While some workers are needed to maintain wells and process their oil, Chermak described the manpower needed to drill and complete new wells as the driving force behind "the boomtown economy."
"I think a number of companies probably can't drill new wells. It wouldn't be in their best economic interests, which means the production that you're going to see for the most part are drills already drilled and completed," added Chermak.
"In 2016, we had a downturn. We had the park empty out for about three months. We were down to about eight or 10 spots and then when they turned it back on we filled back up. But this one, this one's a little different. It wasn't an economically driven downturn. It was the pandemic that shut the floodgates," says Boe Norton, owner of North Star RV Park.
Norton blamed restrictions by New Mexico Governor Michelle Lujan Grisham, like quarantine requirements and limits on businesses, for squeezing the local economy and driving away out-of-state workers and visitors.
"I don't think anybody should have to die, but on the other side of that, we lost more people to the flu here than we did to COVID-19," remarked Norton.

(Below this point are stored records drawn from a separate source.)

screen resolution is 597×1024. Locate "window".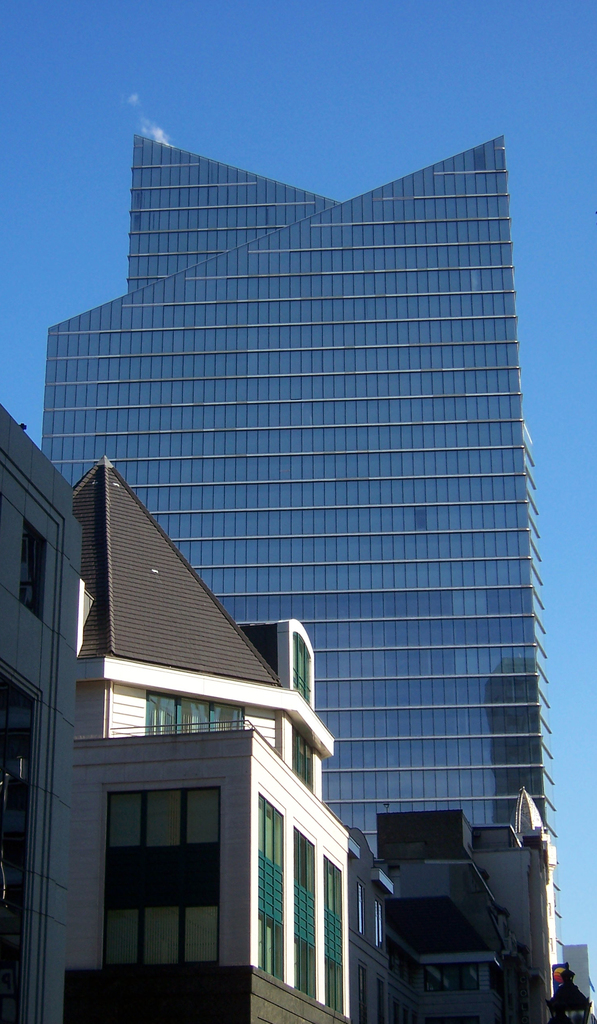
373:901:384:952.
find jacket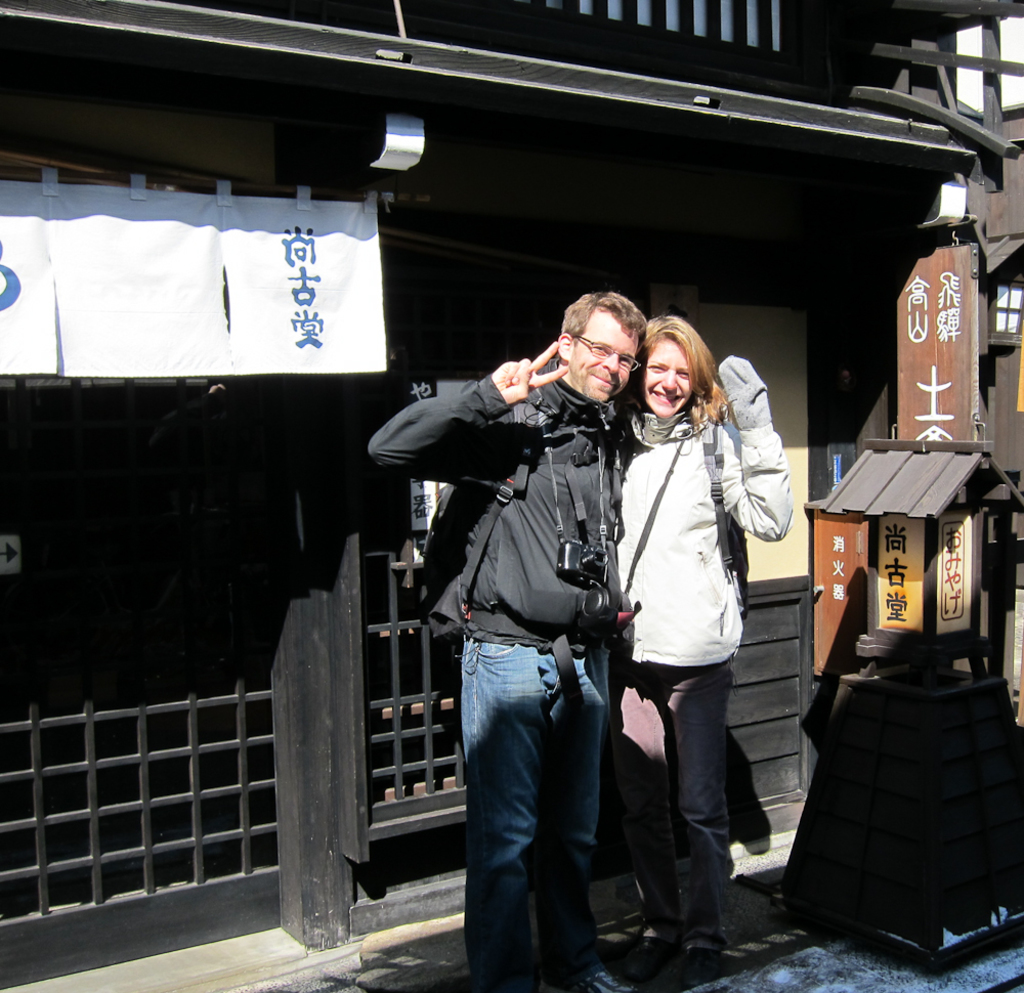
364:354:629:653
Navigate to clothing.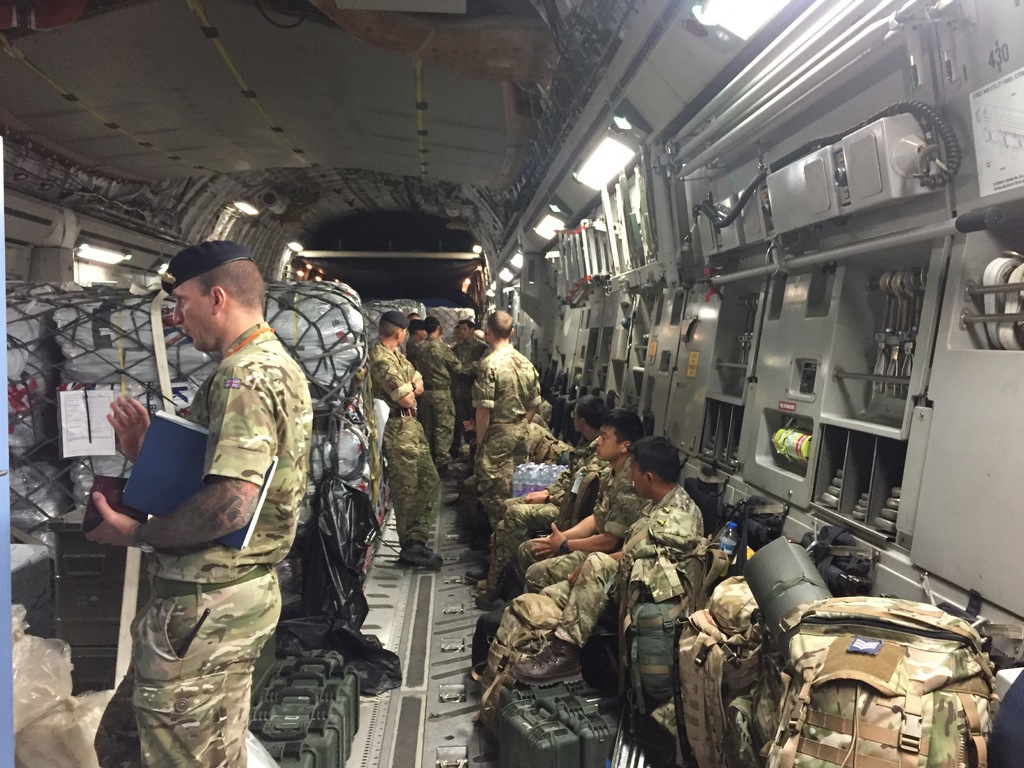
Navigation target: locate(152, 324, 314, 582).
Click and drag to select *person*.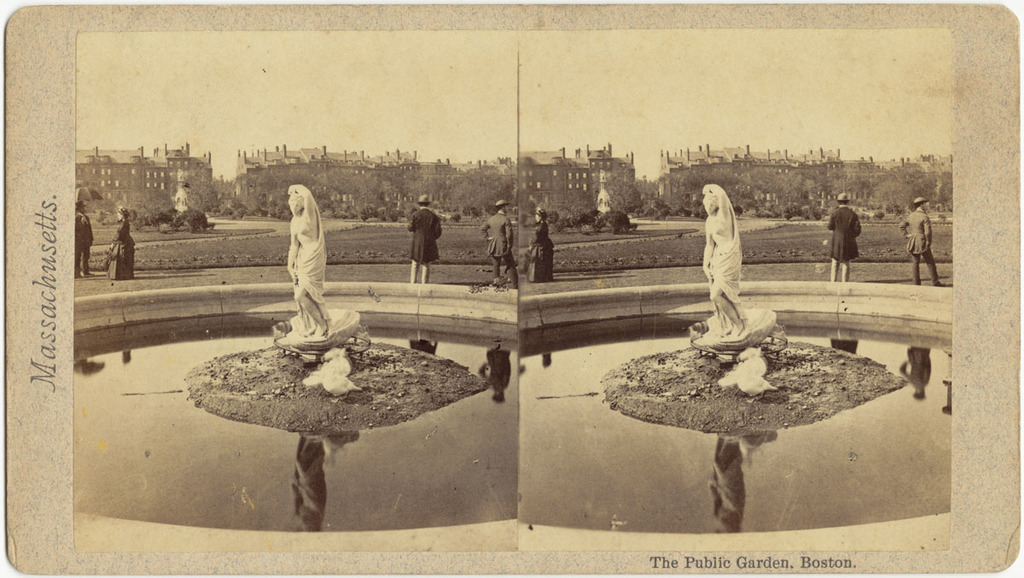
Selection: left=109, top=207, right=136, bottom=281.
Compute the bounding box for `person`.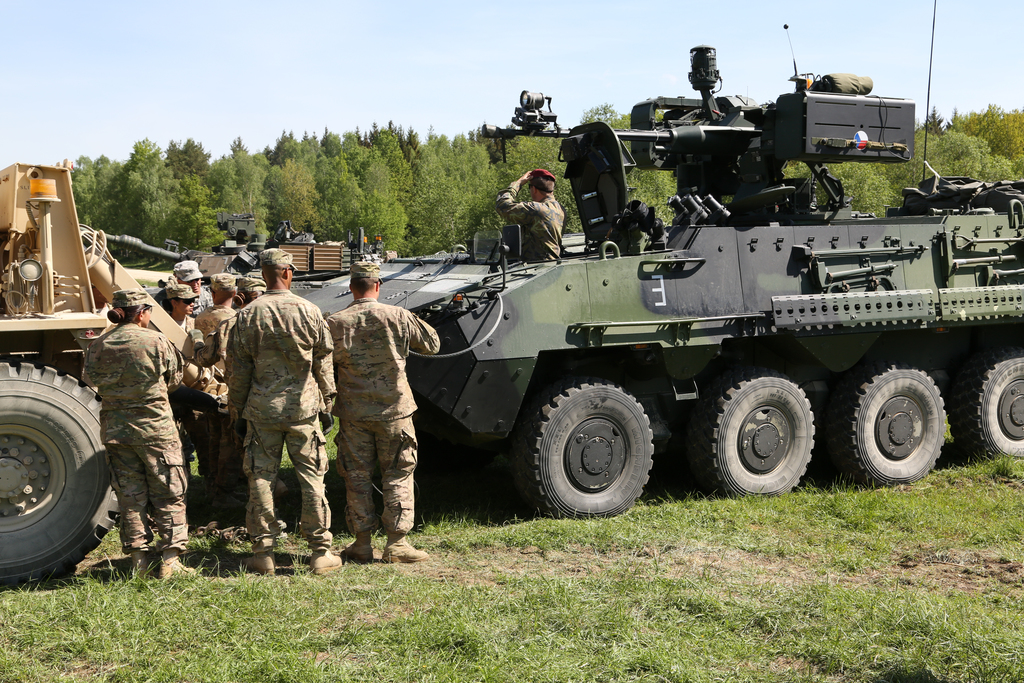
crop(156, 286, 212, 374).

In a statement, the governor's press secretary Nora Meyers Sackett called restrictions "a critical step in slowing the spread," citing climbing cases over the state's border with Texas.
"I would expect industry members in southeast New Mexico to have concern and compassion for their communities and want to encourage every possible action to slow the spread of COVID-19 and prevent further illness among their neighbors," said Meyers Sackett.
Though the governor's public health orders have angered many across the oil-bearing counties of New Mexico, the industry's trade group in New Mexico praised Lujan Grisham and said they had "no issues working with the governor during the pandemic."
"She's been really working hard to follow a very ambitious environmental policy proposal. But she's had to also recognize the importance of the industry, and that it is so critical to our state's future," Ryan Flynn, executive director of the New Mexico Oil and Gas Association, tells CBS News.
"I think the long-term prognosis is still positive. Leading companies in our industry have a huge investment in this area, so they're not walking away from those investments anytime soon," remarked Flynn.